▸ ACTIVITY
Everything from the line containing "Describe the element" down to the last line below should be set down exactly, and only that, without the pictures.

▸ SOURCE MATERIAL
-- Opening Marker --
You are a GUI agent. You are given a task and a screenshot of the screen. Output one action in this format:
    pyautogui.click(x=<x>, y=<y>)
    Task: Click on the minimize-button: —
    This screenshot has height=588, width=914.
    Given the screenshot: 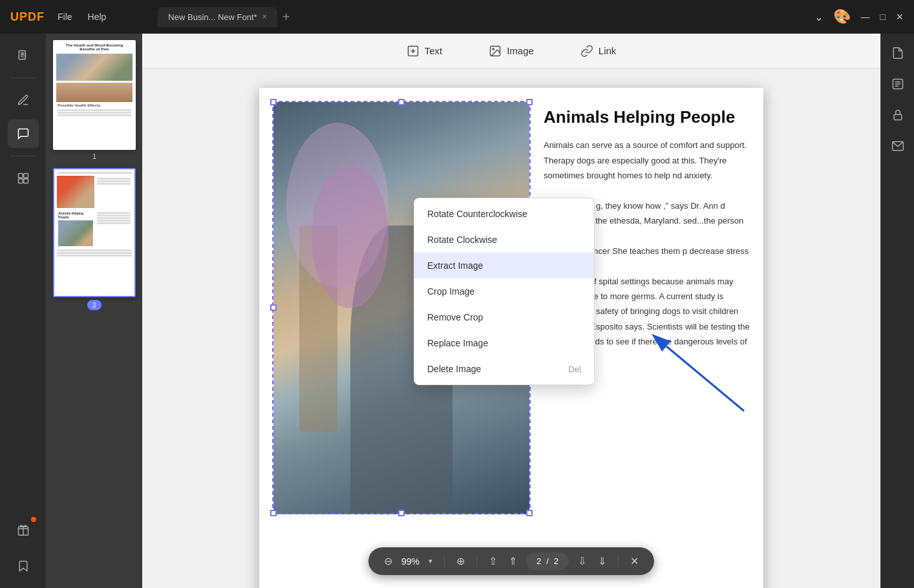 What is the action you would take?
    pyautogui.click(x=866, y=17)
    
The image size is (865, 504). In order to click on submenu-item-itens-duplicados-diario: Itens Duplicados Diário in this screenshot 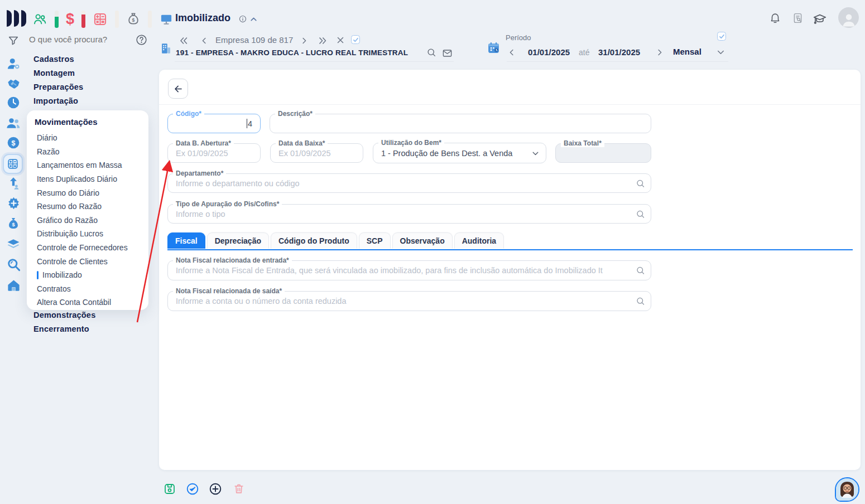, I will do `click(93, 180)`.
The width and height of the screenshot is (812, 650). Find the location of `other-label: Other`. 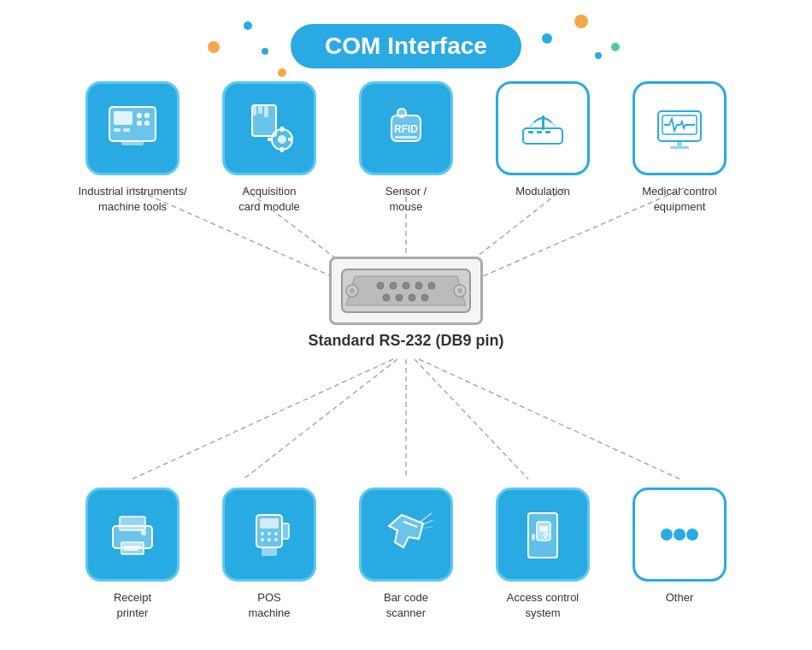

other-label: Other is located at coordinates (680, 598).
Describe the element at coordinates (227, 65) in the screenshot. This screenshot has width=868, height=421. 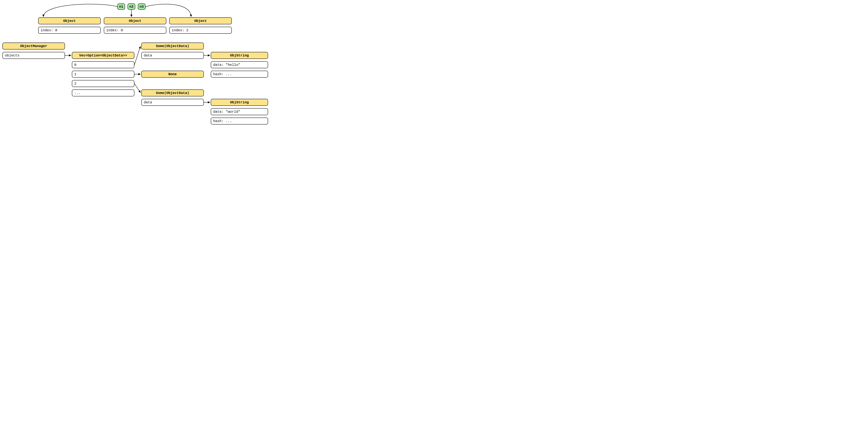
I see `objstring-data-label: data: "hello"` at that location.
-- Closing Marker --
▸ SOLUTION FOR THIS EXERCISE
Describe the element at coordinates (227, 65) in the screenshot. This screenshot has width=868, height=421. 
I see `objstring-data-label: data: "hello"` at that location.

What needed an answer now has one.